No Internet Kill Switch is No Guarantee

Updated: June 14, 2010

Protecting Cyberspace as a National Asset Act of 2010 (PDF document) is sponsored by Sens. Joseph Lieberman (I-Conn.), Susan Collins (R-Maine) and Tom Carper (D-Del.), and will shift the responsibility of federal agency cybersecurity from the Office of Management and Budget (OMB) to the Department of Homeland Security (DHS) by creating a new office called the National Center for Cybersecurity and Communications (NCCC), as outlined in a draft obtained by Federal News Radio.

The bill will also create a White House Office of Cyberspace Policy, which will be headed by a director level position requiring Congressional confirmation.

Previously, proposed legislation had included language that would give the President authority to effectively throw a "kill switch" which would limit civilian access to the internet during a national cybersecurity related event in a effort to preserve critical communications and infrastructure functionality.

Though the contested language has been removed from more recent versions, it still clearly gives the executive branch ultimate authority over who, what, where, when and why the internet is used during a national crisis.

As stated in the FNR article, "the bill also gives the President the ability to declare a national cyber emergency if attacks on specific types of critical infrastructure would cause a national or regional disaster. The President would have to notify Congress of the emergency, why the existing security measures are deficient and what new things must be done to secure the networks. The President would then require the director of the NCCC to issue emergency measures that would last only 30 days."

The article goes on to say that "this would be used only in the most extreme circumstances and DHS or the White House would not be able to shut down private sector networks."

This strikes me as merely a semantic win for the private sector that in reality means very little with regard to the ability to effectively design and implement disaster recovery and business continuity strategies.

So private networks will not be "shut down," but does that guarantee there will be available bandwidth?

The explosive growth in virtualization, remote access, and telecommuting has already had a major impact on the development of enterprise business continuity plans, as witnessed during the H1N1 "swine flu" threat, and the majority of organizations simply plan to have employees stay home and work remotely when possible.

Given the nature of the proposed legislation, it seems that business continuity plans based on unfettered access to the internet and other communication technologies are not only short-sighted, but more or less nullified.

My own estimation is that we will likely see something akin to the "rolling brownouts" employed when electricity demand exceeds the grids ability to deliver enough power.

An "Internet Brownout" will not shut down private access to the web, but it might make your high speed broadband connection look like dial-up service from the early 1990s - not pretty.

Combine this lack of access to sufficient bandwidth with a dramatic increase in the number of users trying to reach their corporate networks, and the result will effectively be no different than if the "kill switch" mechanism were in place.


#### [What to produce]
The line that contains "This screenshot has height=598, width=1139." marks the start. Please set it down, with every later line of the data, exactly and without pictures.

[Stored items]
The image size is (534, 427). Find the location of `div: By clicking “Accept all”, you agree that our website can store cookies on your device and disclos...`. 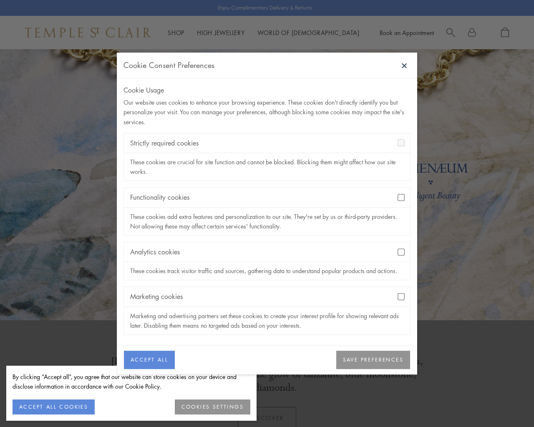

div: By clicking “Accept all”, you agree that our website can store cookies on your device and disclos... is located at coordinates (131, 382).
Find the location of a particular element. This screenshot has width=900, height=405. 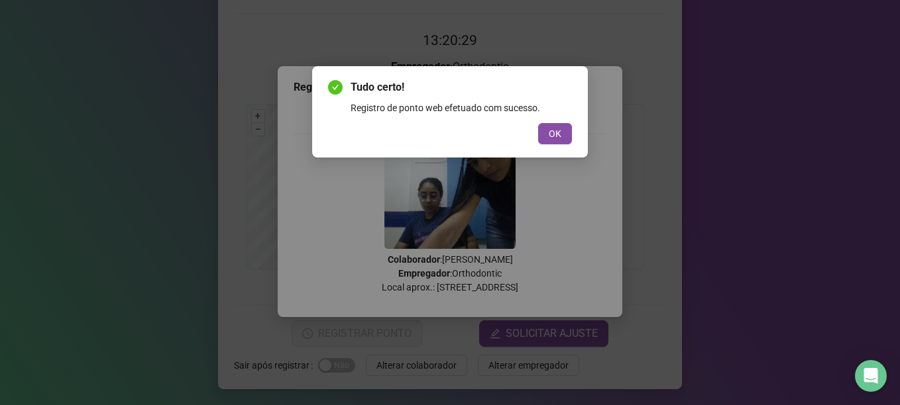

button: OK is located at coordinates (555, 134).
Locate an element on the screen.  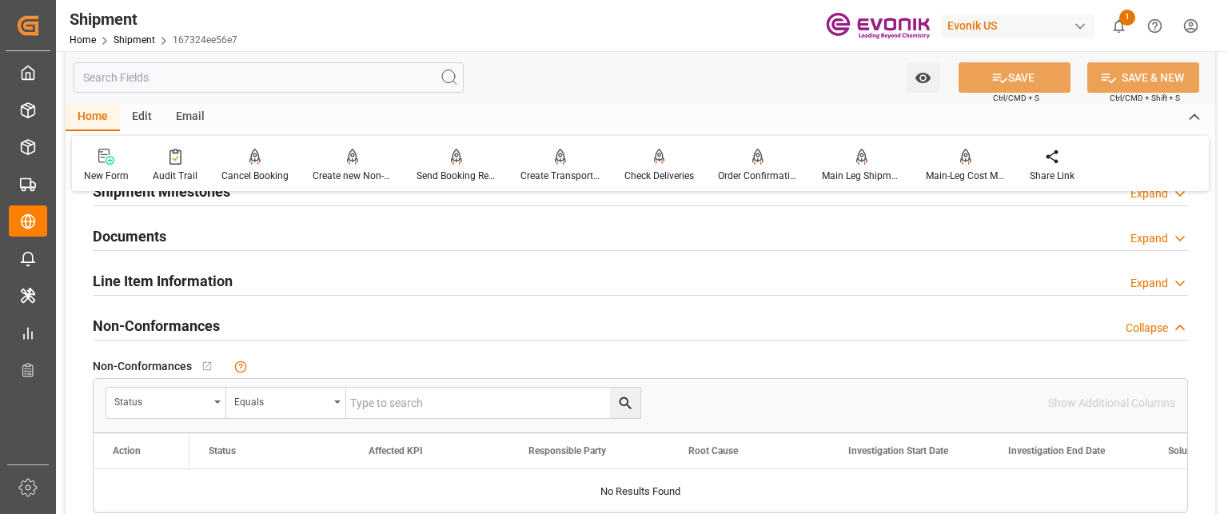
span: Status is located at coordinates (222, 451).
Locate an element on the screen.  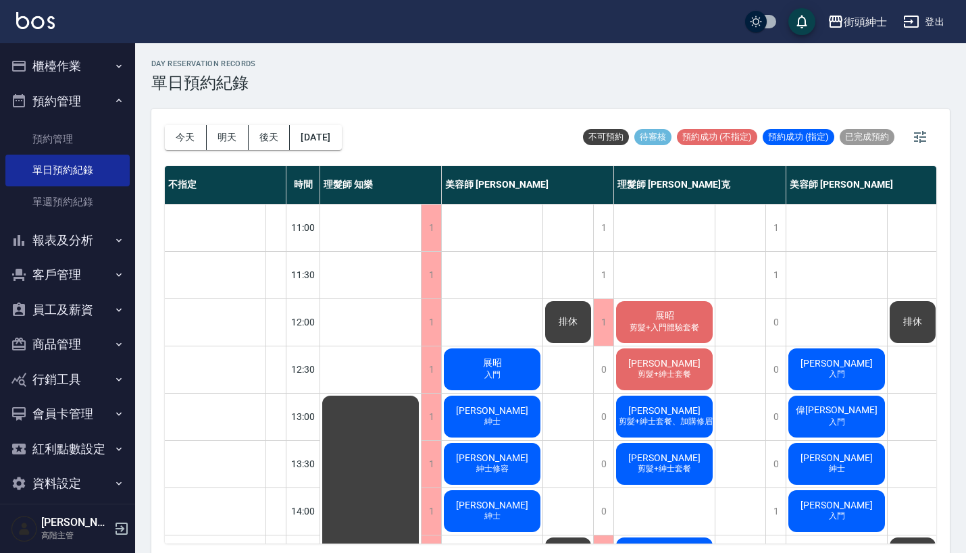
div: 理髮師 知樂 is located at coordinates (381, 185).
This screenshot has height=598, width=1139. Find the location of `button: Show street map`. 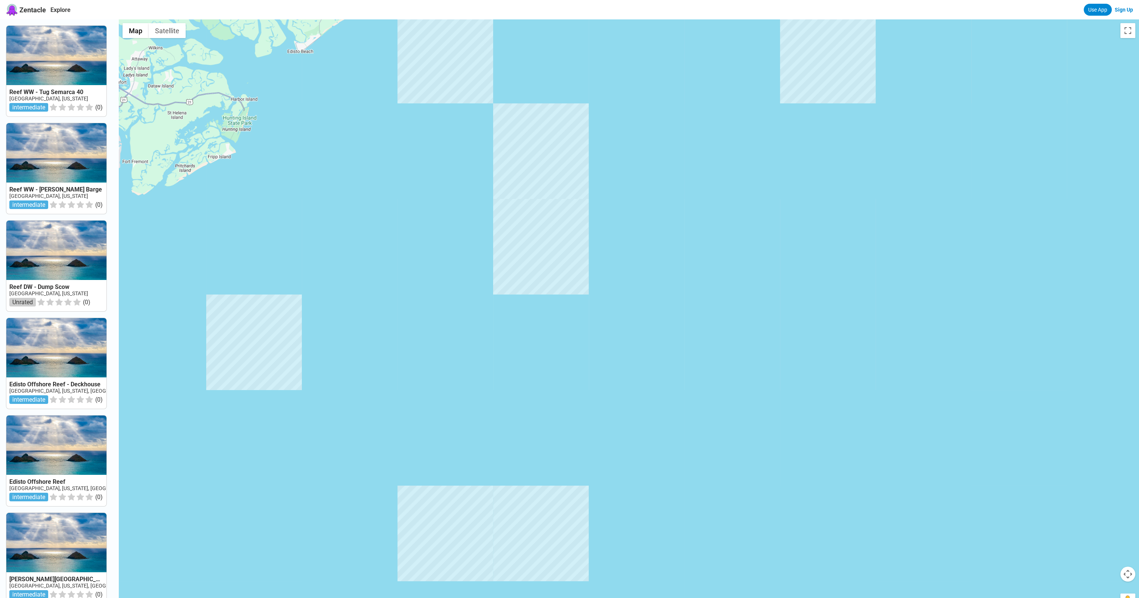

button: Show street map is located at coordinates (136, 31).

#### [Result below]
This screenshot has height=598, width=1139. Find the location of `button: Show street map`. 

button: Show street map is located at coordinates (136, 31).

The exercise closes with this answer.